All about myself I find, and the little sheet nearly full! But I know, my dear Cerjat, the subject will have its interest for you, so I give it its swing. Mrs. Watson was to have been at the play, but most unfortunately had three children sick of gastric fever, and could not leave them. She was here some three weeks before, looking extremely well in the face, but rather thin. I have not heard of your friend Mr.
Percival Skelton, but I much mis...o...b.. an amateur artist's success in this vast place. I hope you detected a remembrance of our happy visit to the Great St. Bernard in a certain number of "Little Dorrit"? Tell Mrs.
Cerjat, with my love, that the opinions I have expressed to her on the subject of cows have become matured in my mind by experience and venerable age; and that I denounce the race as humbugs, who have been getting into poetry and all sorts of places without the smallest reason.

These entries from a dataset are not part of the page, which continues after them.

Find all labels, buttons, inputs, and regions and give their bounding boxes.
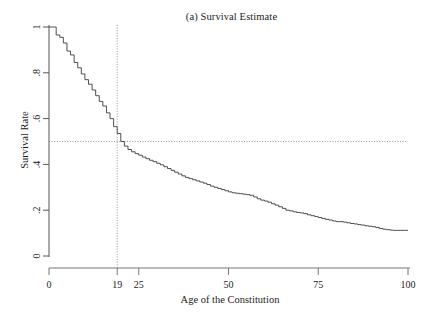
- x-tick-label: 25: [134, 279, 144, 290]
- x-tick-label: 0: [47, 279, 52, 290]
- x-tick-label: 50: [224, 279, 234, 290]
- x-axis-title: Age of the Constitution: [181, 294, 281, 305]
- y-tick-label: .8: [31, 69, 42, 77]
- x-tick-label: 100: [401, 279, 416, 290]
- y-axis-ticks: [43, 27, 49, 256]
- y-tick-label: 1: [31, 25, 42, 30]
- survival-curve-group: [49, 27, 408, 230]
- x-axis-tick-labels: 019255075100: [47, 279, 416, 290]
- survival-plot: 0.2.4.6.81 Survival Rate 019255075100 Ag…: [0, 0, 425, 317]
- reference-lines: [49, 25, 408, 268]
- y-tick-label: .6: [31, 115, 42, 123]
- x-axis-group: 019255075100 Age of the Constitution: [47, 268, 416, 305]
- survival-estimate-figure: (a) Survival Estimate 0.2.4.6.81 Surviva…: [0, 0, 425, 317]
- y-tick-label: .2: [31, 206, 42, 214]
- y-tick-label: 0: [31, 254, 42, 259]
- x-axis-ticks: [49, 268, 408, 275]
- survival-curve-line: [49, 27, 408, 230]
- y-tick-label: .4: [31, 161, 42, 169]
- x-tick-label: 19: [112, 279, 122, 290]
- y-axis-title: Survival Rate: [19, 111, 30, 169]
- y-axis-group: 0.2.4.6.81 Survival Rate: [19, 25, 49, 259]
- x-tick-label: 75: [313, 279, 323, 290]
- y-axis-tick-labels: 0.2.4.6.81: [31, 25, 42, 259]
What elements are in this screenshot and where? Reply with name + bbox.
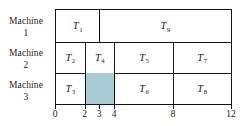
- x-axis-label-4: 4: [112, 108, 117, 120]
- task-label-t4: T4: [95, 52, 105, 63]
- task-label-t8: T8: [197, 83, 207, 94]
- x-axis-label-0: 0: [53, 108, 58, 120]
- x-axis-label-12: 12: [226, 108, 236, 120]
- row-label-machine-3-number: 3: [0, 92, 52, 104]
- row-label-machine-1-number: 1: [0, 28, 52, 40]
- row-label-machine-1: Machine 1: [0, 16, 52, 39]
- task-label-t9: T9: [160, 20, 170, 31]
- row-label-machine-3: Machine 3: [0, 80, 52, 103]
- task-label-t3: T3: [65, 83, 75, 94]
- row-label-machine-2-number: 2: [0, 60, 52, 72]
- task-label-t2: T2: [65, 52, 75, 63]
- row-label-machine-1-name: Machine: [0, 16, 52, 28]
- plot-area: T1 T9 T2 T4 T5 T7 T3 T6 T8: [55, 9, 232, 105]
- row-label-machine-2: Machine 2: [0, 48, 52, 71]
- task-label-t5: T5: [139, 52, 149, 63]
- task-label-t6: T6: [139, 83, 149, 94]
- task-block-t9[interactable]: T9: [100, 10, 230, 42]
- task-label-t7: T7: [197, 52, 207, 63]
- x-axis-label-8: 8: [171, 108, 176, 120]
- task-block-t1[interactable]: T1: [56, 10, 100, 42]
- task-block-t8[interactable]: T8: [174, 73, 230, 104]
- task-block-t6[interactable]: T6: [115, 73, 174, 104]
- row-label-machine-3-name: Machine: [0, 80, 52, 92]
- task-block-t3[interactable]: T3: [56, 73, 86, 104]
- task-block-t5[interactable]: T5: [115, 42, 174, 74]
- row-label-machine-2-name: Machine: [0, 48, 52, 60]
- x-axis-label-3: 3: [97, 108, 102, 120]
- task-block-t4[interactable]: T4: [86, 42, 116, 74]
- task-label-t1: T1: [73, 20, 83, 31]
- gantt-chart-figure: Machine 1 Machine 2 Machine 3 T1 T9 T2 T…: [0, 0, 249, 126]
- task-block-highlighted-idle[interactable]: [86, 73, 116, 104]
- task-block-t7[interactable]: T7: [174, 42, 230, 74]
- task-block-t2[interactable]: T2: [56, 42, 86, 74]
- x-axis-label-2: 2: [82, 108, 87, 120]
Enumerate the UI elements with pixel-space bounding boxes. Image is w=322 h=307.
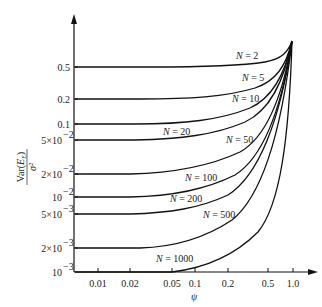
x-tick-label: 0.02 — [121, 278, 139, 289]
y-tick-sup: −3 — [63, 203, 74, 214]
y-tick-sup: −2 — [63, 186, 74, 197]
x-tick-label: 0.5 — [262, 278, 275, 289]
x-axis-label: ψ — [191, 291, 198, 302]
y-axis-label: Var(EE) σ² — [15, 149, 38, 185]
svg-text:σ²: σ² — [27, 162, 38, 171]
svg-text:Var(EE): Var(EE) — [15, 152, 27, 182]
curve-n5 — [75, 41, 292, 99]
curve-label-n50: N = 50 — [225, 134, 253, 145]
curve-n2 — [75, 41, 292, 67]
curve-n50 — [75, 41, 292, 174]
curve-label-n200: N = 200 — [169, 193, 202, 204]
curve-label-n2: N = 2 — [235, 50, 258, 61]
curve-label-n100: N = 100 — [184, 172, 217, 183]
y-tick-label: 10 — [52, 267, 62, 278]
curve-label-n500: N = 500 — [202, 209, 235, 220]
y-tick-label: 0.5 — [58, 62, 71, 73]
y-tick-sup: −2 — [63, 129, 74, 140]
x-tick-labels: 0.01 0.02 0.05 0.1 0.2 0.5 1.0 — [89, 278, 299, 289]
y-tick-labels: 0.5 0.2 0.1 5×10 −2 2×10 −2 10 −2 5×10 −… — [41, 62, 73, 278]
y-tick-sup: −3 — [63, 237, 74, 248]
y-axis-arrow-icon — [71, 14, 77, 24]
y-tick-label: 2×10 — [41, 169, 62, 180]
x-tick-label: 0.01 — [89, 278, 107, 289]
y-tick-label: 0.2 — [58, 94, 71, 105]
x-tick-label: 0.2 — [222, 278, 235, 289]
curve-label-n10: N = 10 — [231, 93, 259, 104]
chart: 0.5 0.2 0.1 5×10 −2 2×10 −2 10 −2 5×10 −… — [0, 0, 322, 307]
x-tick-label: 0.1 — [189, 278, 202, 289]
y-tick-label: 5×10 — [41, 209, 62, 220]
x-tick-label: 1.0 — [287, 278, 300, 289]
curve-label-n20: N = 20 — [162, 126, 190, 137]
y-tick-label: 10 — [52, 192, 62, 203]
x-axis-arrow-icon — [308, 269, 318, 275]
y-tick-sup: −3 — [63, 261, 74, 272]
curve-label-n1000: N = 1000 — [155, 253, 193, 264]
x-tick-label: 0.05 — [163, 278, 181, 289]
y-tick-label: 5×10 — [41, 135, 62, 146]
y-tick-sup: −2 — [63, 163, 74, 174]
curve-label-n5: N = 5 — [241, 72, 264, 83]
y-tick-label: 2×10 — [41, 243, 62, 254]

Haldimand's housekeeper is an awful woman to consider. Pray give him our kindest regards and remembrances, if you ever find him in a mood to take it. "Our" means Mrs. d.i.c.kens's, Georgie's, and mine. We often, often talk of our old days at Lausanne, and send loving regard to Mrs. Cerjat and all your house.
Adieu, my dear fellow; ever cordially yours.
[Sidenote: Mr. W. C. Macready.]
TAVISTOCK HOUSE, _January 28th, 1857._
MY DEAREST MACREADY,
Your friend and servant is as calm as Pecksniff, saving for his knitted brows now turning into cordage over Little Dorrit. The theatre has disappeared, the house is restored to its usual conditions of order, the family are tranquil and domestic, dove-eyed peace is enthroned in this study, fire-eyed radicalism in its master's breast.
I am glad to hear that our poetess is at work again, and shall be very much pleased to have some more contributions from her.
Love from all to your dear sister, and to Katie, and to all the house.
We dined yesterday at Frederick Pollock's. I begged an amazing photograph of you, and brought it away. It strikes me as one of the most ludicrous things I ever saw in my life. I think of taking a public-house, and having it copied larger, for the size. You may remember it? Very square and big--the Saracen's Head with its hair cut, and in modern gear? Staring very hard? As your particular friend, I would not part with it on any consideration. I will never get such a wooden head again.